I'd say housing where I live, where everyone is complaining
about prices is roughly a factor of ten cheaper than the
Bay area. Is the Bay a factor of 10 more desirable? Not
to me.
\_ Your problem is that you are not financially savvy. Saving up
for a downpayment is silly. I used to think like you. I
was trying to save $50K to put down on a (then) $200K
house. However, interest rates got so low and lenders got
so lax that I didn't have to save that much in the end. I
bought my house for $10K out of pocket. Sure, I didn't
have much equity then, but I sure do now. I think you are
too tentative. You could've had a house by now and now
it's too late (for this real estate cycle). I bought my
house when I made $40K/year less than I do now and so did
many of my friends. It was difficult to make the payment.

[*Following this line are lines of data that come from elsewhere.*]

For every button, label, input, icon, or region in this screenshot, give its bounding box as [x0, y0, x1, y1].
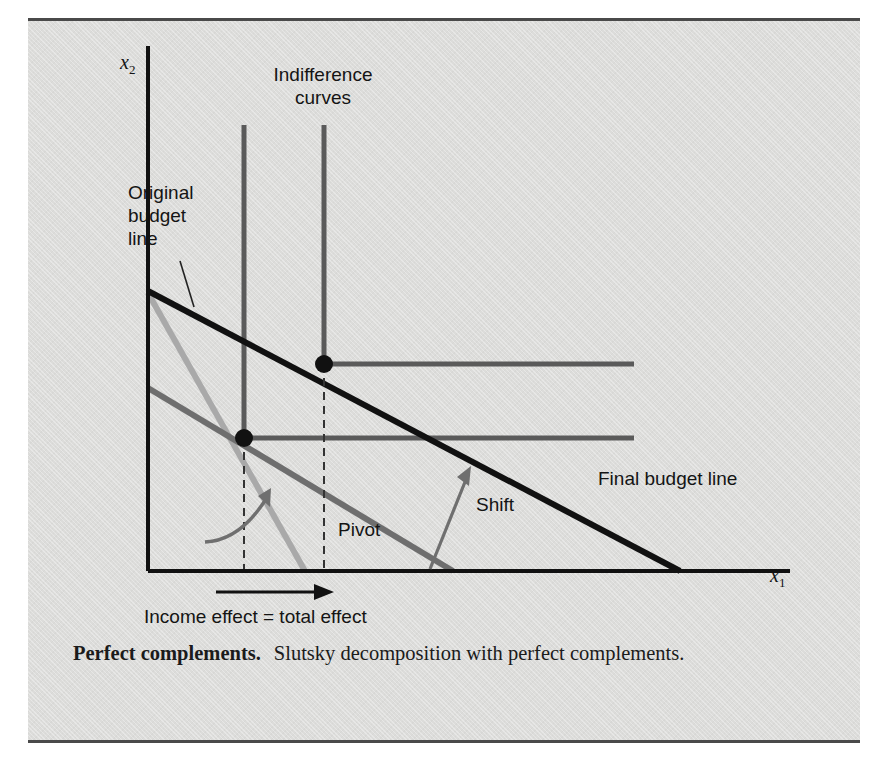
pivot-arrow: [205, 488, 271, 542]
figure-caption: Perfect complements.Slutsky decompositio…: [73, 638, 733, 669]
shift-arrow: [430, 466, 471, 569]
indifference-curves-label: Indifference curves: [228, 63, 418, 109]
shift-label: Shift: [476, 493, 514, 516]
original-budget-leader-line: [180, 261, 194, 307]
original-budget-line-label: Original budget line: [128, 181, 193, 250]
indifference-curve-original: [244, 125, 634, 438]
caption-lead: Perfect complements.: [73, 642, 261, 664]
figure-page: x2 x1 Indifference curves Original budge…: [0, 0, 888, 767]
y-axis-label: x2: [120, 51, 135, 78]
indifference-curve-final: [324, 125, 634, 364]
optimal-point-original: [235, 429, 253, 447]
pivot-label: Pivot: [338, 518, 380, 541]
final-budget-line-label: Final budget line: [598, 467, 737, 490]
pivoted-budget-line: [148, 388, 453, 571]
caption-body: Slutsky decomposition with perfect compl…: [274, 642, 685, 664]
x-axis-label: x1: [770, 564, 785, 591]
figure-card: x2 x1 Indifference curves Original budge…: [28, 18, 860, 743]
income-effect-label: Income effect = total effect: [144, 605, 367, 628]
income-effect-arrow: [216, 584, 334, 600]
optimal-point-final: [315, 355, 333, 373]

If you are expecting to magically "save up" to buy a
house stress-free and also buy (say) all of the gadgets
you do right now then you will never make it. If you
graduated 10 years ago then you missed your chance. I
feel badly for the kids who graduated 2 years ago, but
that's not you.
\_ I graduated two days ago. Can I feel bitter? -!pp
\_ Sure, but your situation isn't so bad. When you are
ready to buy in 3-7 years housing will probably be
more affordable. I'd like to add that if I was
saving that $50K I'd probably have it about now,
5 years later, and it wouldn't do me any good. Even
making $40K more I probably couldn't buy my own
house and my mortgage payment (after interest
deductions) is less than many 'housing bubble whiners'
are paying for rent. Your first house is always a
stretch to buy, but to me it's been totally worth it.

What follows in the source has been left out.